Oliver Hermanus has a particular knack for capturing the kind of longing that feels like it’s vibrating just under the skin. With The History of Sound, he’s taken Ben Shattuck’s prose and turned it into a film that feels less like a traditional period romance and more like a fragile, scratched recording of a memory. It premiered at Cannes before making its way to us via Mubi, and while it carries the aesthetic weight of a high-end historical drama, it’s the intimate, almost whispered connection between Paul Mescal and Josh O'Connor that keeps it from ever feeling like a museum piece.
The story starts in 1917, in the shadow of a world about to break apart. Lionel (Mescal) and David (O’Connor) are students at the New England Conservatory of Music, two young men who find each other in a pub and instantly bond over a shared obsession with folk music. Their connection is immediate and physical, a brief window of warmth before the United States enters World War I. The conservatory shuts down, David is shipped off to Europe, and Lionel is pulled back to Kentucky to tend to a family farm after his father’s sudden death. It’s the first of many partings that define the film, a reminder that in this era, life was often something that happened in the gaps between catastrophes.
When they reunite in 1919, the world has shifted. David has returned from the trenches with a job in Maine and a plan to travel the state capturing folk songs on wax cylinders. He invites Lionel to join him, and the middle act of the film becomes a haunting, beautiful road movie across rural America. This is where the movie really breathes. We watch them move through various walks of life, recording the voices of people whose stories would otherwise be lost to time. There is a tactile, scratchy quality to these scenes, the whirring of the recording equipment acting as a mechanical heartbeat for their rekindled relationship.
Hermanus uses the winter of 1920 in Maine to create a sense of profound isolation. The landscape is beautiful but unforgiving, reflecting the precarious nature of Lionel and David’s bond. They are capturing the "history of sound," but they are also trying to find a frequency where they can simply exist together. It’s a romance built on shared silences and the lyrics of old songs, particularly "The Unquiet Grave," a tune that hangs over the film like a premonition.
However, the war isn't something David truly left behind in Europe. Even in their happiest moments, there is a shadow of shell shock that Josh O’Connor plays with a devastating, quiet fragility. David is a man trying to record the world because he feels his own grip on it slipping. When they eventually part ways again, Lionel moving toward a career in Europe and David returning to his work, the silence that follows is deafening. Lionel writes letter after letter from Rome and eventually Oxford, but the responses never come.

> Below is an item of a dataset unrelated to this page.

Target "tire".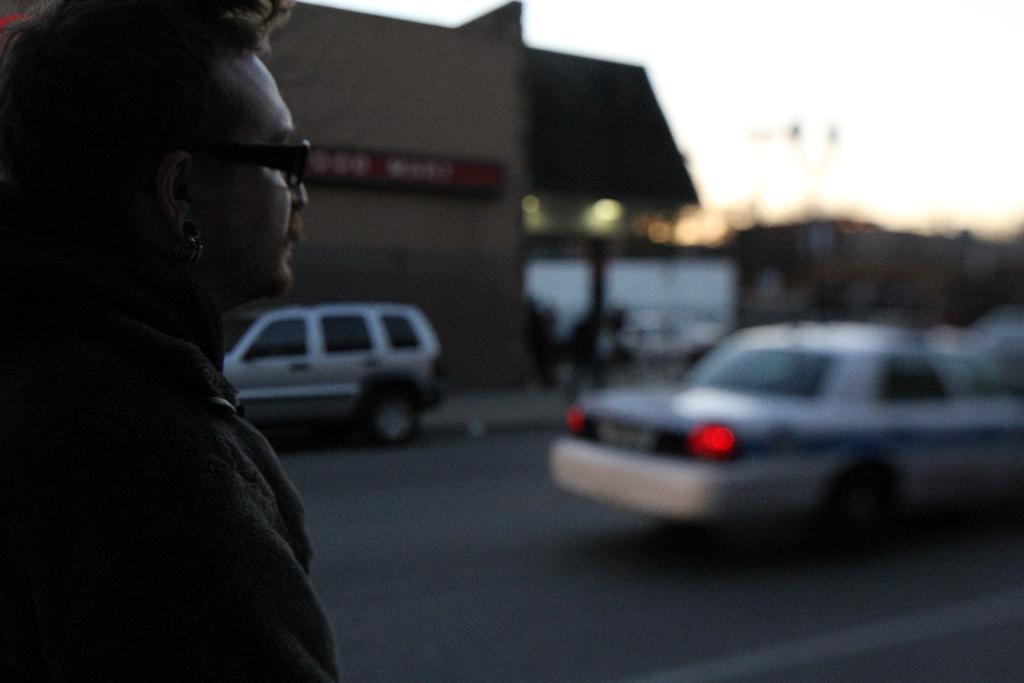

The film takes a melancholy turn as we follow Lionel into the 1920s. He’s a man out of time, living a life that feels like a rehearsal. Whether he’s with a lover in Rome or a socialite in the English countryside, he is visibly overwhelmed by the memory of that winter in Maine. Mescal is incredible here, playing Lionel as someone physically present but emotionally anchored to a past he can’t quite reclaim. It’s a study in the kind of grief that doesn't scream, but rather hums in the background of everything you do.
When Lionel finally returns to the United States to find David, the movie delivers its most crushing blow. He learns from a colleague that the trip they took, the one that felt like the center of his universe, was never actually commissioned by the university. It was a phantom project, a desperate attempt by David to create a reason for them to be together. Even more devastating is the meeting with David’s widow, Belle. She knows exactly who Lionel is, and she reveals the truth about David’s suicide, a final casualty of the war that ended years prior.
This revelation recontextualizes the entire film. Their "History of Sound" wasn't a scholarly pursuit; it was a love letter written in wax. The fact that the cylinders have been missing for decades only adds to the sense of loss. Lionel spends the rest of his life as an ethnomusicologist, a career built on the ruins of that one winter, looking for the voices he helped record.
The technical execution of the film is near flawless. The cinematography captures the transition from the golden light of their youth to the stark, cold reality of the Maine woods, and finally to the polished, lonely halls of Oxford. But the real star is the sound design. We hear the scratches on the wax, the hiss of the wind, and the way voices crack when they sing old songs. It makes the eventual arrival of a package in 1980 feel like a visceral event.
In that final sequence, an elderly Lionel receives the long-lost cylinders. One of them was made on the day of David’s death. Hearing David’s voice apologize and thank him, before singing "Silver Dagger," the very song Lionel sang to him when they first met, is one of the most moving moments in recent cinema. It’s a reminder that sound is a form of time travel, a way for the dead to finally answer the letters we sent decades ago.
The History of Sound is a movie about the price of being remembered. It suggests that our lives are just a series of recordings, some that get played back and some that are lost forever in the dirt. It’s a deeply political and social look at how the trauma of war ripples through generations, destroying the people who survived the bullets but couldn't survive the memories. Oliver Hermanus has made a film that is as quiet and persistent as a folk song, a story that lingers in your head long after the music stops. It is a beautiful, harrowing tribute to the songs we sing to keep the darkness at bay, and the people we hope are listening on the other side.
The History of Sound is now available to own on Blu-ray.